Logic of Impurity

Logic of Impurity March 23, 2016

It’s an inventive solution. In an essay on the Logic of Impurity, David Kraemer argues, counterintuitively, that impurity marks something as God’s possession.

He argues from the strange anomalies associated with corpse defilement and its cleansing: “The human corpse is, according to the Torah, the most powerful source of ritual impurity there is. It is so powerful that the corpse can render the one who contacts it himself a source of impurity for other individuals or objects he touches. In the language of the rabbis, the corpse is ‘the grandfather [or, if you prefer, the ‘big daddy’] of all impurities’ . . . . The only way to eliminate corpse impurity is through administration of the waters produced with the ashes of the Red Heifer; that is how powerful these waters of purification are.” But then “anyone who is involved in the production of the Red Heifer waters is himself rendered impure.”

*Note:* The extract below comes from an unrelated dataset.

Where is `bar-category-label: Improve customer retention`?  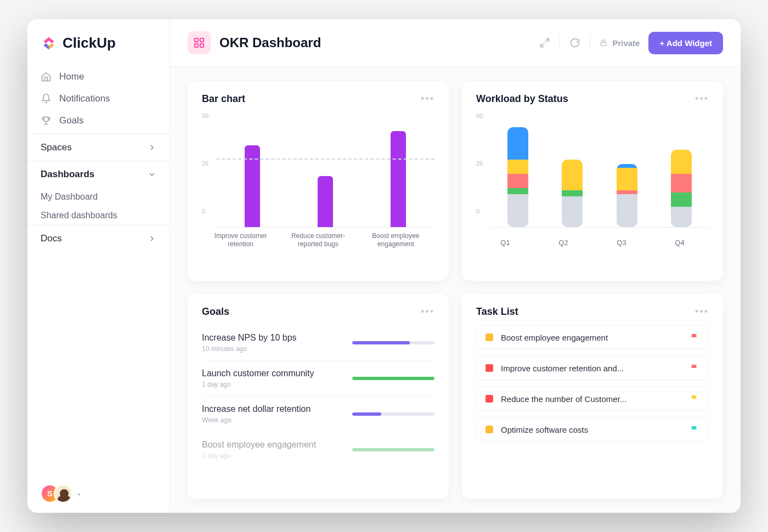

How can the concoction of something that cleanses defile?

Kraemer suggests that “the only way to make any kind of sense of this paradox is to recognize that power sometimes overwhelms a system, and when an input is too powerful, the logic of a system cannot be maintained. In the Torah’s purity system, I want to argue, the impurity of the corpse represents a kind of systemic overload.”

He finds a solution in Rabbi Eliezer, who said, “What is the difference between the impure and the pure [animals]?” “The pure one, its soul belongs to heaven and its body belongs to its [human] owner, but the impure one, both its soul and its body belong to heaven” (Mishnah Nedarim 4:3).

In short, “marking something as ‘impure’ means marking it as being somehow in God’s realm, touchable but in some profound sense inaccessible to us. . . . life and death are in the realm of God. . . . Both, therefore, are marked as ‘impure.’ The same is true of menstrual blood, which emerges from ‘the source’ of human life, deep in the womb, and the same is true of birth blood — the blood that issues forth when a woman gives birth.”

Death is particularly defiling because it is peculiarly the realm of God: “under ordinary circumstances (putting aside war or self-defense, for example), humans should have no place in death. It should be entirely the work of God. By contrast, humans do have a place in reproduction and childbirth. By marking death as so powerfully impure, the Torah signals to humans to stay away, to leave to God what is fully God’s.”

Kraemer’s argument has some important implications for Christian use of the purity laws. If certain things are impure because they belong to God, and now “all things are cleansed,” that is a mark of the elevated status of humanity in Christ. God has given us access to the tree of knowledge; He has handed over the sword and fire.

But: If “impure” things belong to God, why are people who are counted “impure” prohibited from going before Him? Kraemer’s argument seems to equate sanctity and impurity. There is something to this; taboo stretches to both ends of a spectrum. But there is a spectrum, and holiness and impurity, whatever the complexities of their relationship, are not identical. The judgment on Kraemer’s counter-intuitive thesis is: Sometimes intuitions are better than their counters.